The government’s flagship education policy is the creation of so-called “free schools”, and the first steps to implementing this have been taken by the announcement that all schools are to be invited to become “academies”, removed from local education authority (LEA) control.
It’s claimed that “freeing” schools will raise standards and give parents more choice. My view is that anyone who thinks that has clearly not experienced the secondary school admissions process: a process which is not about parents choosing schools, but about schools choosing children, with some parents spending literally years in anxiety and fear about what might happen if their children end up on the losing side in our divisive and unequal educational system.
So that’s one reason why I’m sceptical about “free schools”. But another reason is that “freeing” schools from LEA control is really about centralising control in the hands of the Department for Education – as both Simon Jenkins and Matthew Taylor pointed out in two excellent articles yesterday.
Simon Jenkins points out that education secretaries and prime ministers have been singing this song for over two decades now, to little effect. The only way in which Gove’s scheme can succeed is for him to “push the nuclear button and give [schools] control over their admissions”. Jenkins continues:
[T]he one really creditable effort of British education since the war has been the battle for some equality of opportunity within the state education sector, even if in big cities it has not always worked. If Cameron and Gove really mean to reverse this, to revert to 11-plus selection and educational segregation, they had better say so, and face the political music.
In the absence of this (almost inevitably coalition-destroying) course of action, it is likely that few schools will be keen to “free” themselves from the “support in staffing and admissions” provided by LEAs. The undermining of LEAs is just another example of the “dreary abuse of local democracy” that has driven the centralisation of the British state since 1979.
Matthew Taylor, coming from a somewhat different political perspective from Simon Jenkins, describes his own (at times reluctant) involvement in the formation of Labour’s academy schools policy in the last decade. The original idea of the academies was to increase capital expenditure in deprived areas. By contrast:
The redistribution element has gone, indeed it must be most likely that it will be more privileged schools and sets of parents who take up the new freedoms and funding streams.
Second, rather than putting grit in the oyster of the local schools system the policy is now to smash the oyster entirely.
Schools already have more freedom than is often recognised, Taylor argues. Conversely, “local authorities can play a vital role in addressing problems in schools that are not succeeding or in danger of getting into trouble”, where volunteer governors may struggle (for example, in getting rid of an incompetent headteacher).
The question of failing schools is critical to this. As Taylor observes:
Michael Gove wants an open market in schooling, but markets only succeed if businesses are regularly allowed to fail. Children only have one education so we can’t be as relaxed about failure in schools as we might be about failure in the high street.
There is absolutely no question that the combination of encouraging all manner of new entrants into school governance along with residualising the local authority role will lead to many more school failures (this is not scaremongering, it is the logical consequence of the policy).
How will the coalition deal with this? In the absence of an LEA, who will step in where governors and headteachers are unable to address problems effectively? Taylor’s “hunch” is that:
any solution will see central government effectively taking over the oversight currently vested in councils.
So the likely result of these reforms will not be “freedom”, but a growing divide between “good” and “failing” schools, and an increase in central government control of education to fill the vacuum left by yet another erosion of local democracy.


**Problem:** What are the lines from the one with "Image size is" through the end of the records below, written out exactly and without the pictures?

───── Entries supplied ─────

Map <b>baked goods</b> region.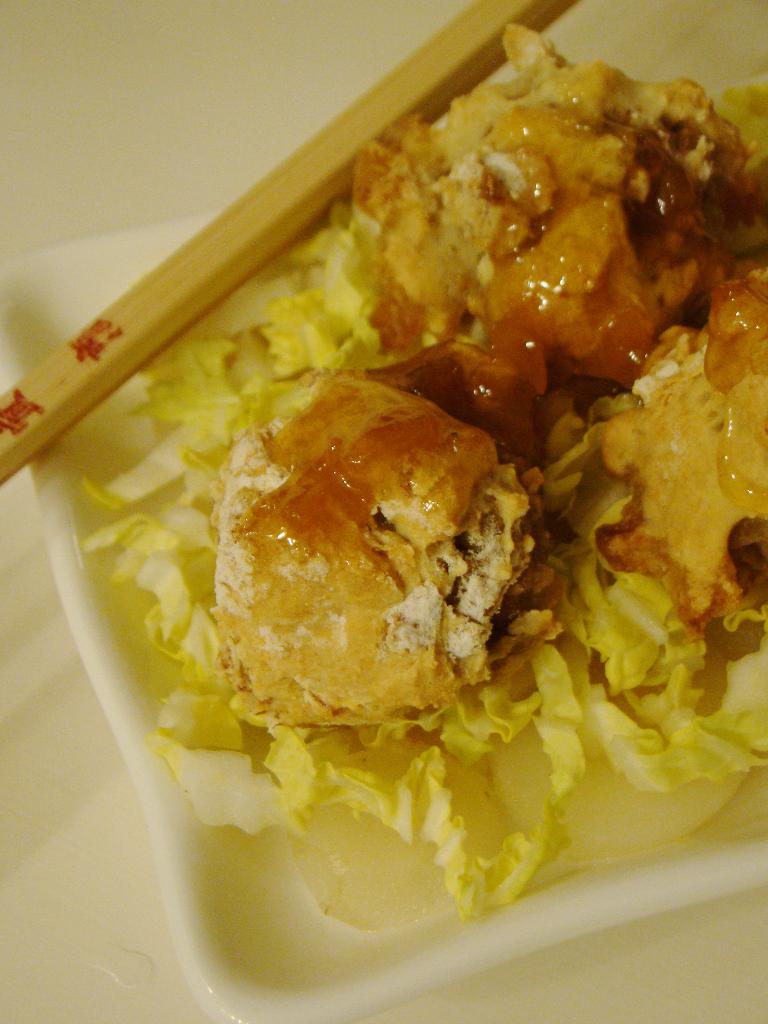
Mapped to <bbox>205, 381, 555, 734</bbox>.
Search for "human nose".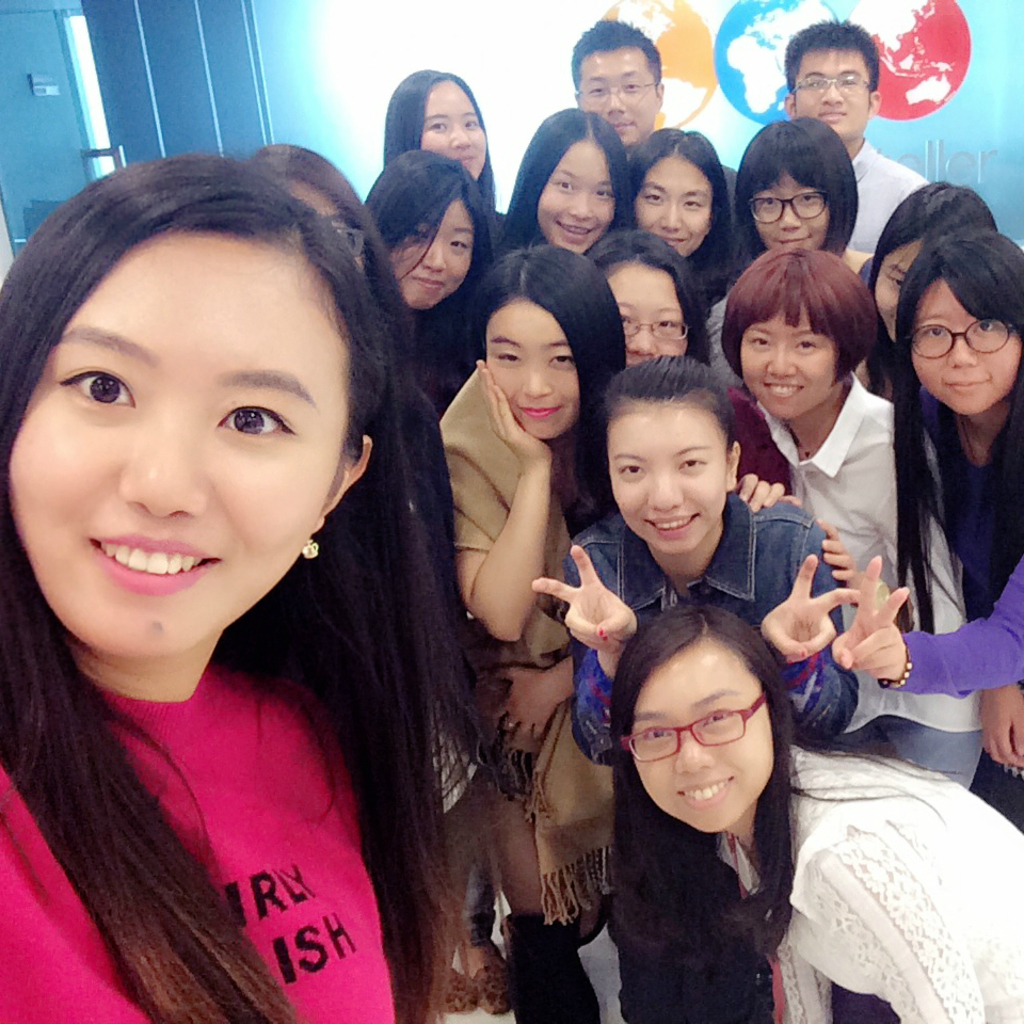
Found at BBox(640, 464, 686, 514).
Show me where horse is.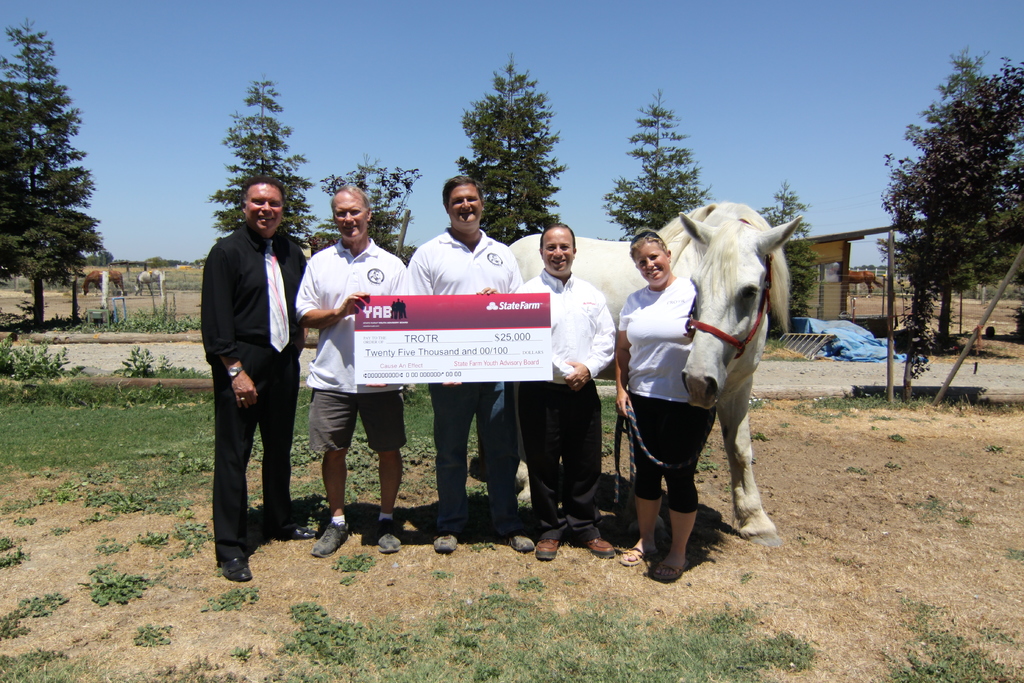
horse is at bbox(79, 268, 125, 295).
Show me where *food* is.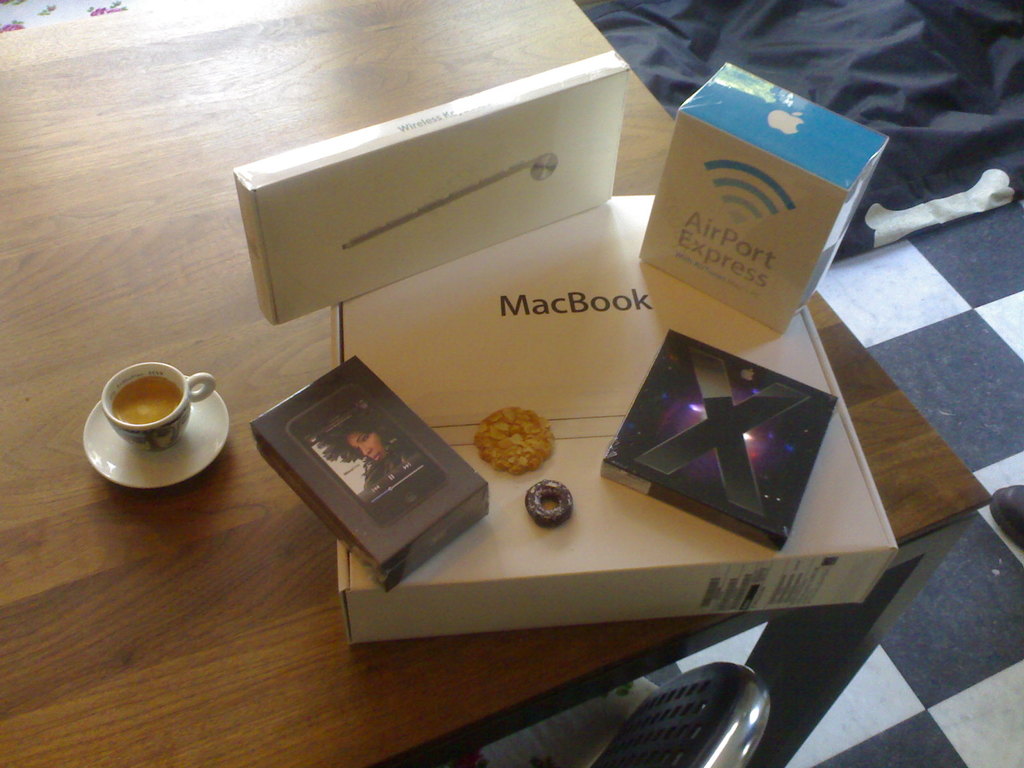
*food* is at left=477, top=404, right=550, bottom=474.
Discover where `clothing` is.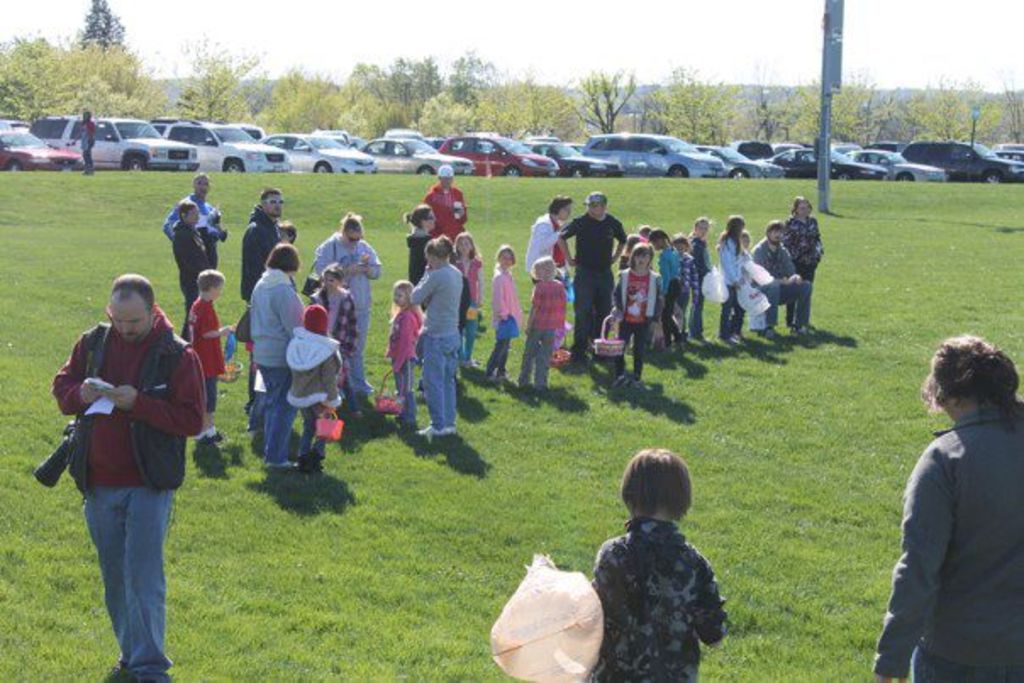
Discovered at select_region(753, 236, 810, 336).
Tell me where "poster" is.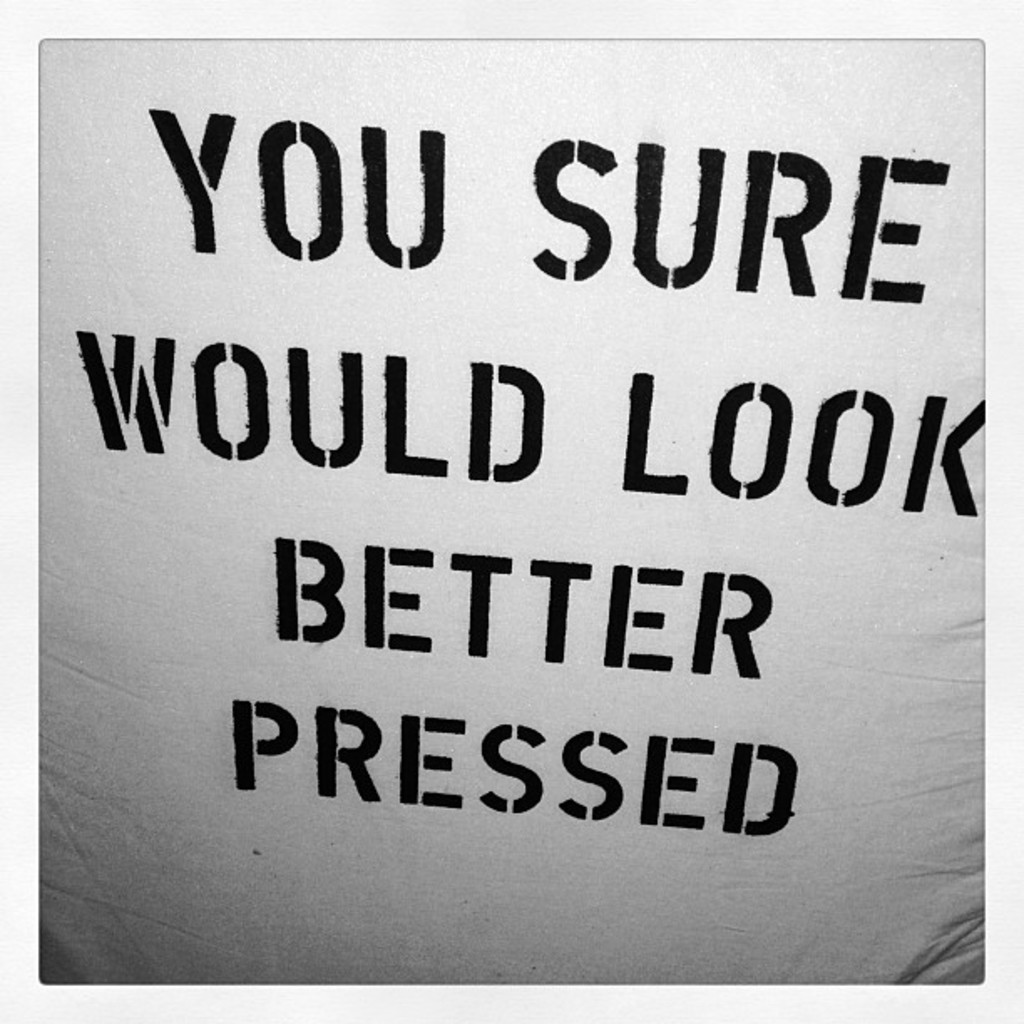
"poster" is at (33,37,987,984).
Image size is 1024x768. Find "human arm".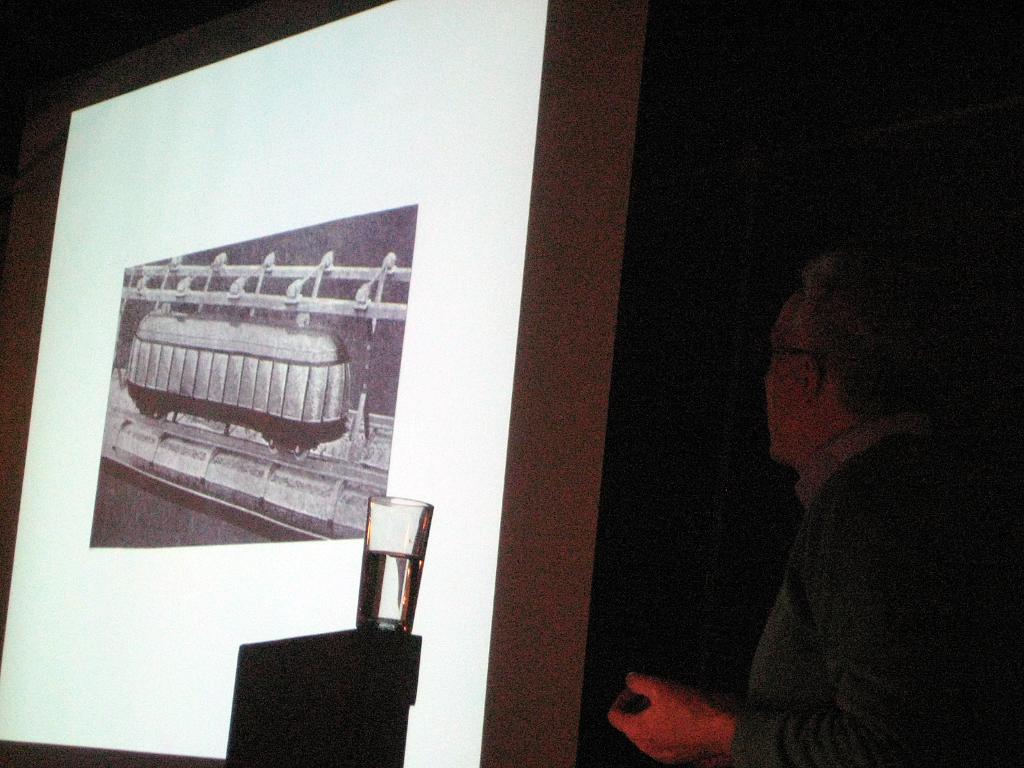
box=[612, 498, 931, 763].
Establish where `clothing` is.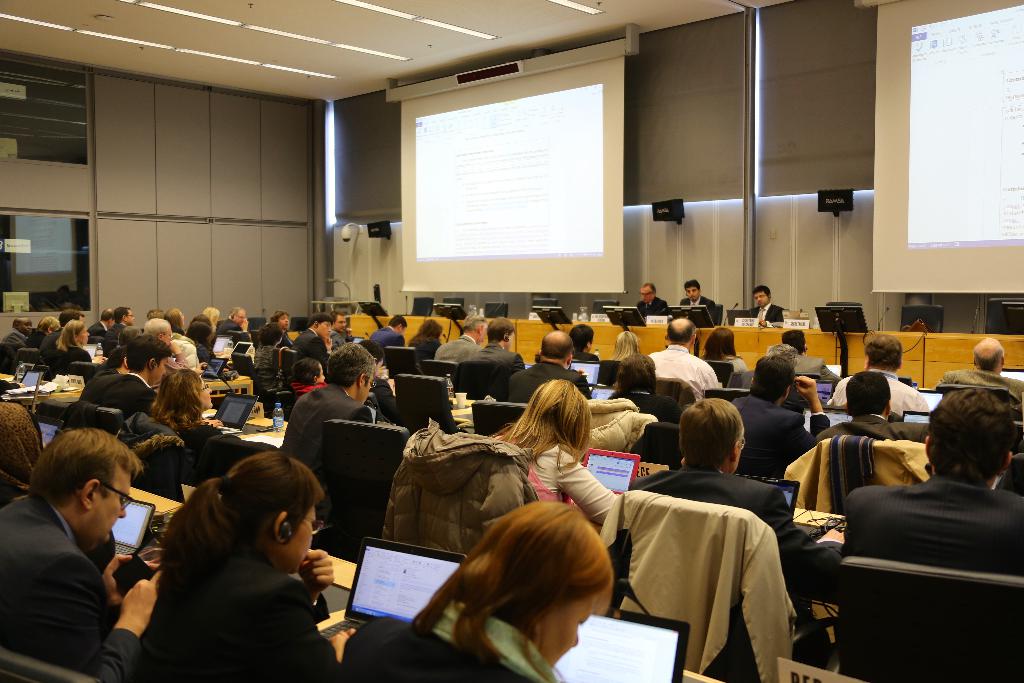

─────

**Completed exercise:**
Image size is 1024x768. Find "human arm".
box=[612, 498, 931, 763].
Establish where `clothing` is.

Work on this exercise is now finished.